Planetarium
Rockets launch as the slides click.
Stars with a deep voice.
If I ever compile these haikus into a book, I might name it “Shitty Words” or some such nonsense because my poems do not flow or fly, but stutter along like John Wilkes Booth limping from one side of the stage to the other (too soon?). Even so, the above is a personal favorite.
Fads and fashions aren’t what they used to be, so younger folks might not grasp our level of passion for NASA’s exploits of the Sixties and Seventies. A love affair measured in years and across industries, it was a golden age for science fiction, too, with Star Trek and a host of literary maestros (Asimov, Bradbury, Heinlein, Clarke, Le Guin, Niven, etc.) priming the pump for Star Wars (1977). You couldn’t swing a cat in K-Mart without hitting something related to space. I loved it.
Part of my journey was (dramatic pause) the Fleischmann Atmospherium Planetarium. Opened in 1963, it was “the first planetarium in the United States to feature a 360-degree projector capable of providing horizon-to-horizon images and through time-lapse photography showing an entire day’s weather in a few minutes” (link). I mean, how cool is that?
But, yes, there was more! Every show was a low-tech extravaganza disguised as a high-tech personal journey to Mars, the moons of Jupiter, or a trip through a prehistoric swamp. And how about a little love for those laser shows set to rock music? We’d sit back in chairs declined at 45-degree angle to watch pictures displayed on the big globe above us to hear narration set to film strips, slide projectors, music, and the very-deep-monotonal-bass voice of our narrator acting as our guide to a more wonderous time.
I haven’t been back since they dropped “Atmospherium” from the title, but the memories remain. I can still close my eyes, watch the Saturn V explode to the stars, and wish I was still the kid who wanted to fly with a rocket.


Each line containing the string "that" should be copied out of the entries.
++++ Material supplied
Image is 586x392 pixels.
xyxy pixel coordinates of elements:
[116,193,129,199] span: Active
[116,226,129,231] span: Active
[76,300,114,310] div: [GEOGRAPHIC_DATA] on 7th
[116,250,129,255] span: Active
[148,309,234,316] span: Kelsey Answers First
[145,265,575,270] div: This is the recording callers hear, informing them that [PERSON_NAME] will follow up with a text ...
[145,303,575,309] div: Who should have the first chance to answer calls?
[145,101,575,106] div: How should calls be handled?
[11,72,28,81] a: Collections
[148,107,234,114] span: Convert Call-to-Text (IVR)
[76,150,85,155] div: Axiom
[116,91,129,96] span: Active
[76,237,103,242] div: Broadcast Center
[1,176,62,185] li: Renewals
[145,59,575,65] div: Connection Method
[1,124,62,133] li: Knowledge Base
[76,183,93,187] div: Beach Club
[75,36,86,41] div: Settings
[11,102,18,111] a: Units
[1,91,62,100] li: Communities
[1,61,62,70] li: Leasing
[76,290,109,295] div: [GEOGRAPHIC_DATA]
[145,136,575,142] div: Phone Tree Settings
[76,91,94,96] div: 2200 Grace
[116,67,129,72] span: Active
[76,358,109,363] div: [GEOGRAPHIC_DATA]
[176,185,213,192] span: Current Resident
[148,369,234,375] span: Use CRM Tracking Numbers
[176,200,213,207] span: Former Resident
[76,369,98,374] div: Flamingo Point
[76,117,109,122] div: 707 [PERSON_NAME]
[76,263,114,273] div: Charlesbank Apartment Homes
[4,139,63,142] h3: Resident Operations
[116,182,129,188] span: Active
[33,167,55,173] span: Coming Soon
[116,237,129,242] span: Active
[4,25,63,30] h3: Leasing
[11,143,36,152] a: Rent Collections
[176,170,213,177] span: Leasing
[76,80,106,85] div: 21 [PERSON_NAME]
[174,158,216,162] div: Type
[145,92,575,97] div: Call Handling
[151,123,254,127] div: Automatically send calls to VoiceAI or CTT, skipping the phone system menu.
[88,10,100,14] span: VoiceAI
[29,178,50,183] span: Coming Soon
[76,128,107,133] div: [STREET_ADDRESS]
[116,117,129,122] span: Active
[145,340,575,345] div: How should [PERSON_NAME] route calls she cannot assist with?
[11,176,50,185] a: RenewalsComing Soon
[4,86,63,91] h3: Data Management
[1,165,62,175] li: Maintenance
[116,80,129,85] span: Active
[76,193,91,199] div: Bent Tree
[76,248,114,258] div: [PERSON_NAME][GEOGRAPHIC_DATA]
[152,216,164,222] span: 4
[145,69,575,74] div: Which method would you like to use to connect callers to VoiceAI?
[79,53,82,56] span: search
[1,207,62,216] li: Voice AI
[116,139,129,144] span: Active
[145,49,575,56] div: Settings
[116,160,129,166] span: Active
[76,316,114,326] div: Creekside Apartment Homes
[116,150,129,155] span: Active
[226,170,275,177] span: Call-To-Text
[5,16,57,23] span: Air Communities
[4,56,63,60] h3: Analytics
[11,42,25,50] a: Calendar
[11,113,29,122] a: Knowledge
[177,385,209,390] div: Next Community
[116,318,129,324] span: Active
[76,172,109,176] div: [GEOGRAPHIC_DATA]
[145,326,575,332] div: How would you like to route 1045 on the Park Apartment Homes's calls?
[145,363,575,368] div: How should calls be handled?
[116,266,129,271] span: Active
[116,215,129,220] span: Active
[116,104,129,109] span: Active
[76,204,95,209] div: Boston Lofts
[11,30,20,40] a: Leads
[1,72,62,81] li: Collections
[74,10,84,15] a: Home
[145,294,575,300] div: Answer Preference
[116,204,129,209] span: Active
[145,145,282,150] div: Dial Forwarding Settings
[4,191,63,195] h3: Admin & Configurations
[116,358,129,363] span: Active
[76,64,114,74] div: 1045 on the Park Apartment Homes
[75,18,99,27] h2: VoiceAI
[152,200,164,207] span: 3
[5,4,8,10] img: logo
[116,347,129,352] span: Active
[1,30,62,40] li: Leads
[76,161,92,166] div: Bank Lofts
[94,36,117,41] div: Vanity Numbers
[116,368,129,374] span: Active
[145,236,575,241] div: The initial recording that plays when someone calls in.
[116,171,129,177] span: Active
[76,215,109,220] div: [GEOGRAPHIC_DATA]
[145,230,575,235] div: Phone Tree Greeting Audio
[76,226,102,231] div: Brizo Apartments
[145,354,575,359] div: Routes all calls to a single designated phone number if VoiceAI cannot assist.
++++++++
++++ Material supplied
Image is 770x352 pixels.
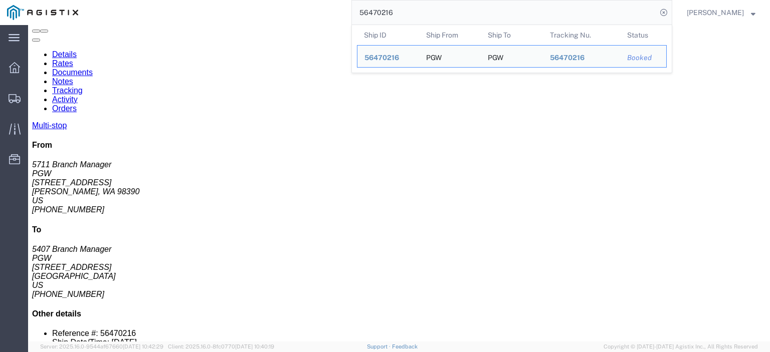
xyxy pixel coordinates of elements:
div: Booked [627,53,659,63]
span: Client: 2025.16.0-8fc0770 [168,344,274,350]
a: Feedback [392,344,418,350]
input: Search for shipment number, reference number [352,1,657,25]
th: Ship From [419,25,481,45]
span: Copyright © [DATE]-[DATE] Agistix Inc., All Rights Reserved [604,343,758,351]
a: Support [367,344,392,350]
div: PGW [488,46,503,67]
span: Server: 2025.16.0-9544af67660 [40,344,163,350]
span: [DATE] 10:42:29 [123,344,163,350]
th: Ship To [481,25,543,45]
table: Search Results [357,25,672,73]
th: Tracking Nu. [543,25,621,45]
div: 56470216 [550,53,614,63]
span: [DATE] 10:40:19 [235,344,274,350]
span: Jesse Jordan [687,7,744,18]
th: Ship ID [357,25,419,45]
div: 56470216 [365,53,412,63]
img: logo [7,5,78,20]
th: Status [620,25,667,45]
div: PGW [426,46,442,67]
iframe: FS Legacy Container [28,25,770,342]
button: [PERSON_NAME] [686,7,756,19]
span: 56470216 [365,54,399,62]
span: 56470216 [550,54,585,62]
++++++++
## [Response below]
[145,265,575,270] div: This is the recording callers hear, informing them that [PERSON_NAME] will follow up with a text ...
[145,236,575,241] div: The initial recording that plays when someone calls in.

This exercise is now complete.